EISTEDDFOD director Sian Eirian will view the end of this week's festival at Carmarthen with mixed emotions.
She will be pleased the week-long event will have passed without major controversey or incident. But this will be tinged with sadness as her 25-year career with the Urdd ends when the final competitor leaves the stage on Saturday evening. Later this month she starts a new job with S4C as head of Children's Services.
Sian has been overseeing the Eisteddfod for the past six years. Before that she was the movement's director in North Wales after starting as a development officer in the then West Clwyd.
She has happy memories of all the festivals she has organised not least the first one which never really took place.
"It was 2001 and I took up my duties in January and was looking forward to the Eisteddfod in Cardiff not realising that within six weeks I would be in negotiations to cancel the whole event because of the foot-and-mouth outbreak. After taking that decision we were faced with the logistical nightmare of organising a mostly televisual Urdd festival which took place in Cardiff and Caernarfon.
"Its a good job we don't know what's ahead of us because if I had known before had about it (the foot-and-mouth outbreak) I wouldn't have taken the post. It was a baptism of fire but an incredible experience and a pioneering experiment," she recalled.
The most memorable of the festivals organised by Sian was the 2005 Eisteddfod staged at the Wales Millennium Centre in Cardiff.
The movement has a stake in the building with one of its residential centres an integral part of the ambitious project and the Urdd plan to stage the Eisteddfod in Cardiff Bay every four years. It was confirmed this week that the 2009 and 2013 festivals will be staged there.
"It was an incredibly complicated event to organise. We usually deal with just one authority and normally one landowner but in the case of the Millennium Centre there were about a dozen, some of whom were in London. The logistics of closing off streets in a capital city for more than a week was another problem we had to contend with.

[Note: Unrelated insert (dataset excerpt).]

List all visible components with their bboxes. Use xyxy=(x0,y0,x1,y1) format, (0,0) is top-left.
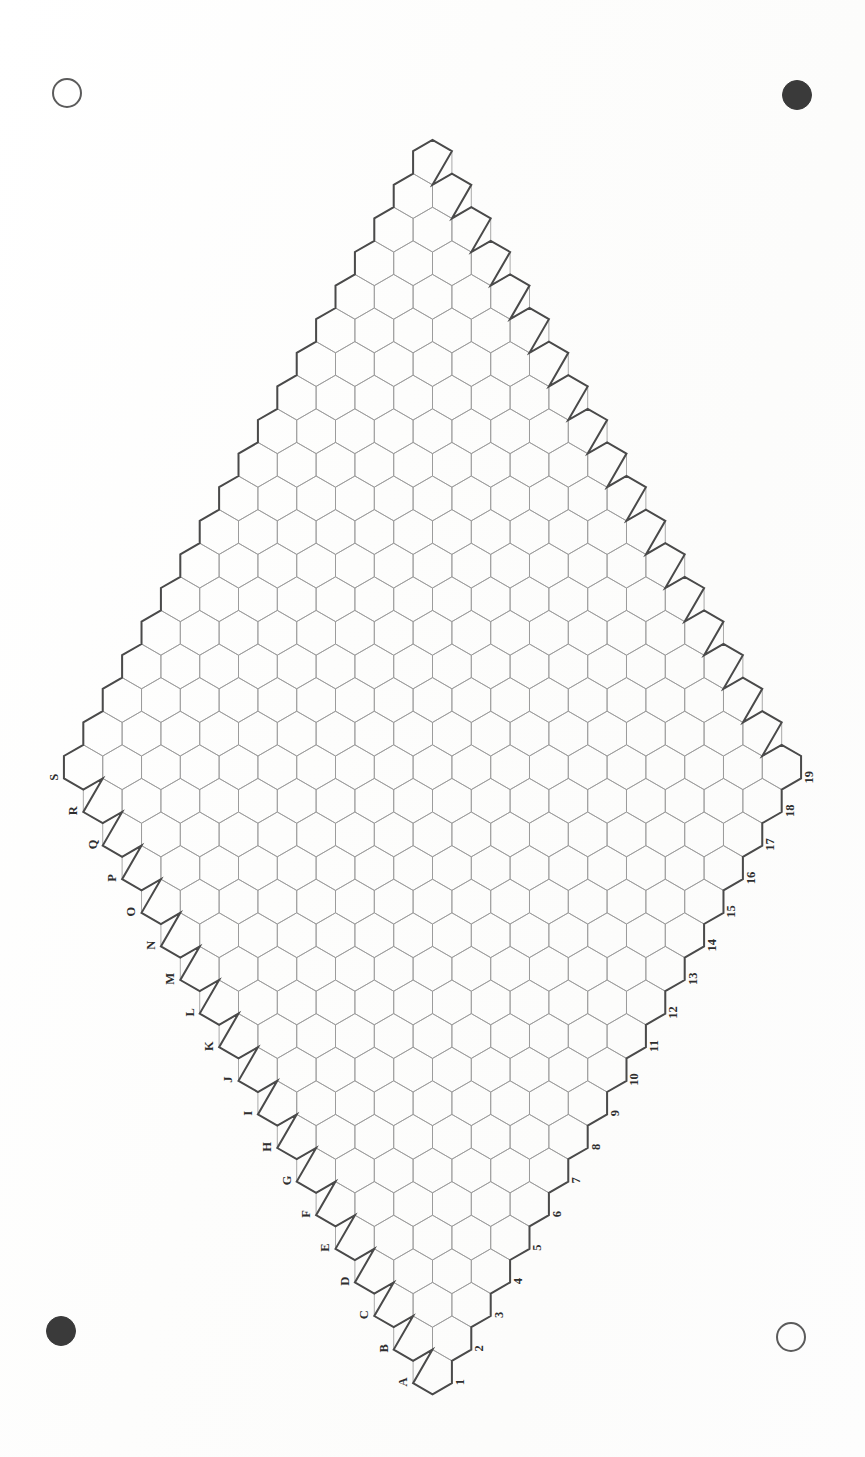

"But I am the sort of person who looks on the positive side of every challenge and I think we succeed with that sort of attitude. I hope that my period at the helm will be seen as one of experiment and change and that the Eisteddfod has moved forward," she said.
In the past four years master classes for talented youngsters have been introduced on the Maes and all the preliminary tests are now held on the same site.
Sian noted: "It is wonderful to see the prelims being held on the site and not in the corridors of a school as was the case in some past Eisteddfodau."
Staging this year's Eisteddfod in Carmarthen has cost £1.7m.
It takes four years work to prepare each Eisteddfod and we know where the festival will be held up to 2013. After next year's Cowny Eisteddfod,which will be held on land near Ysgol y Creuddyn in Penrhyn Bay, we go back to Cardiff in 2009. The 2010 Eisteddfod will at Ceredigion and fund-raising has already started there.
"We are discussing the location of the 2011 Eisteddfod with a South Wales local authority and in 2012 we will stage the event in Gwynedd before returning to Cardiff again in 2013.
"Much of the preparation work for next year's Eisteddfod in Conwy has been made. It would have been nice to have been at the helm of that Eisteddfod because I am from the area. But I will be there," she added.
Sian is convinced of the benefits of the Urdd's policy to move the Eisteddfod around Wales
"We leave a rich legacy in the area and this is an important part of the Urdd's work. The feedback we receive from the communities which have hosted the Eisteddfod confirm the benefits, especially the boost it gives the Welsh language.
Sian admits to being a "child of the Urdd" and started work with the movement after being an active member of Aelwyd Bro Cernyw in her native Llangernyw near Llanrwst. The won numerous prizes at the Eisteddfod.
"I didn't compete individually in the Urdd Eisteddfod but I did at smaller Eisteddfod singing and reciting but I did't concentrate on that and really enjoyed my spell with the choir at Aelwyd Bro Cernyw.
"The Aelwyd was incredibly strong at the time - there are highs and lows at every Aelwyd and I was lucky to be involved during one of the stronger times and I am very grateful to the leaders for the opportunities I was given."
She starts work with S4C on June 18 and says the decision to leave was the hardest of her life.
But she relishes the challenge the new post of head of children's services will bring. Cautiously avoiding any reference to her new job she said the prospect of a new children's channel on S4C was particularly exciting.